Percussion students follow their passions
Becoming a percussionist is a lot like being grabbed by the violin strings and shaken until your body is being thrust to a beat it can resonate with.
At least this is how it happened to Kyle Dombroski, a senior psychology major and percussionist.
Dombrowski played the violin regularly – that is until his aunt gifted him a toy set of cardboard drums when he was a child. After that, the days of Vivaldi and Corelli were fond memories becoming increasingly muffled by tapping mallets and chattering hi-hats.
“There’s a lot I can learn,” Dombroski said. “I’m never going to stop learning, and I’m never going to perfect something, so I always have a goal.”
For Dombroski and his peers, these goals are inspired in the percussion lab of the Doudna Fine Arts Center, where music students gather and rehearse.
Meghan Osterbur, a sophomore biology major, said she still does not know how long it takes to learn to play percussion because the process is all-encompassing.
“The cool thing about percussion is that anything can be a percussion instrument,” she said.
Osterburg added that her position as female percussionist is an extra motivation for her to learn as much as she can.
“It seems like a very masculine instrument,” she said. “It isn’t discouraging; it’s actually kind of encouraging sometimes.”
Similarly, senior music education major Angela Napolitano knows the underestimated struggle of trying to perfect not just one, but and array of existing percussion instruments.
“They hear percussion and think, ‘Oh you play drums?’ and it’s so much more than that,” she said. “They think, ‘Oh you’re a rock star. You can play a drum set.”
Music is more than keeping a beat. On top of learning to sight-read sheet music and understanding the styles of different cultures, Napolitano said percussion students are required to learn and master a variety of instruments.
“If I played flute I would only practice flute and I would be really proficient in flute,” she said. “With percussion I have to be pretty proficient in a whole bunch of different instruments.”
Those instruments include: the vibraphone, timpani, bass drum, triangle, tambourine, claves, bongos, shakers and congo drums, to name a just a few.
For percussion students, the time not spent learning and perfecting music for class, is only a small window and filled with personal music endeavors.
Donovan Norman, a junior music education major, said percussion is a lifestyle for most as much has it is a hobby.
“It kind of consumes you,” he said. “Because it’s music, it’s not as overwhelming.
You’re practicing ways to express yourself. It’s a lot, but it’s worth it.”
Volume and speed are valid but misleading symbols of the self-expression that is inherent to percussion playing.
The real moments of individuality are in the cranking of a drummers neck – the heated concentration on every key on marimba.
When Napoltano plays, she feels.
“You get to use your body more than a lot of other instruments,” she said. “We get to express it with our face, when other instruments use their face.”
An eccentric stage presence and an eclectic taste in music are side effects of playing a versatile instrument.
Norman said one of his playlists may very well incorporate bands ranging from Bach to Boston to The Beatles.
“On marimba we play transcriptions of renaissance dances or string quartets, which transfer well to this instrument,” he said. “So I’ve been exposed to that through percussion.”
Although Dombroski blushed at admitting Linkin Park was the first band that encouraged him to play drums, he said now his taste has broadened.
“I listen to funk, jazz, rock and classical music, but the band I’ve been listening to lately is called Snarky Puppy,” he said. “They’re groovy.”
As for going to class, attendance is more pleasure than pain.
Norman said the professors in the department make his experience especially enjoyable.
“They are the most interesting and the coolest people on the face of the earth,” he said. “They’re down to earth and you can come to them for anything.”
Percussion students have a home away from home where there is a drum, a fellow musician and an instructor to advise them, Dombroski said.
“We have percussion ensemble three times a week and we have studio class,” he said. “We’re around each other all the time, so we become good friends and we become like a family.”
Although Dombroski’s life plans did not include a bow and violin, he said he will always remember that aspect of his musicality.
“I think the basics will always be with me,” he said. “Receiving this toy drum set from my aunt and watching all these rock drummers, it just appealed to me more.”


WHAT NEEDS TO BE DONE: Write out the entries below once more, exactly, with the pictures left out.

Records from a dataset
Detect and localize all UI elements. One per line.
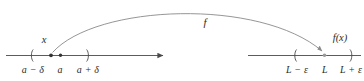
- label-x: x: [42, 35, 47, 46]
- point-x-dot: [49, 53, 53, 57]
- mapping-arc: [53, 14, 323, 53]
- domain-axis-group: [6, 50, 163, 62]
- figure-canvas: [0, 0, 364, 81]
- label-L-minus-epsilon: L − ε: [286, 65, 308, 75]
- label-L-plus-epsilon: L + ε: [340, 65, 362, 75]
- label-a-plus-delta: a + δ: [77, 65, 99, 75]
- point-L-dot: [323, 54, 327, 58]
- label-a-minus-delta: a − δ: [22, 65, 44, 75]
- label-a: a: [57, 65, 62, 75]
- point-a-dot: [59, 54, 62, 57]
- label-L: L: [322, 65, 328, 75]
- label-f: f: [203, 17, 206, 28]
- limit-definition-figure: x f(x) f a − δ a a + δ L − ε L L + ε: [0, 0, 364, 81]
- label-f-of-x: f(x): [333, 33, 348, 44]
- range-axis-group: [248, 50, 361, 62]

ANSWER BELOW:
Detect and localize all UI elements. One per line.
- label-x: x: [42, 35, 47, 46]
- point-x-dot: [49, 53, 53, 57]
- mapping-arc: [53, 14, 323, 53]
- domain-axis-group: [6, 50, 163, 62]
- figure-canvas: [0, 0, 364, 81]
- label-L-minus-epsilon: L − ε: [286, 65, 308, 75]
- label-L-plus-epsilon: L + ε: [340, 65, 362, 75]
- label-a-plus-delta: a + δ: [77, 65, 99, 75]
- point-L-dot: [323, 54, 327, 58]
- label-a-minus-delta: a − δ: [22, 65, 44, 75]
- label-a: a: [57, 65, 62, 75]
- point-a-dot: [59, 54, 62, 57]
- label-L: L: [322, 65, 328, 75]
- label-f: f: [203, 17, 206, 28]
- limit-definition-figure: x f(x) f a − δ a a + δ L − ε L L + ε: [0, 0, 364, 81]
- label-f-of-x: f(x): [333, 33, 348, 44]
- range-axis-group: [248, 50, 361, 62]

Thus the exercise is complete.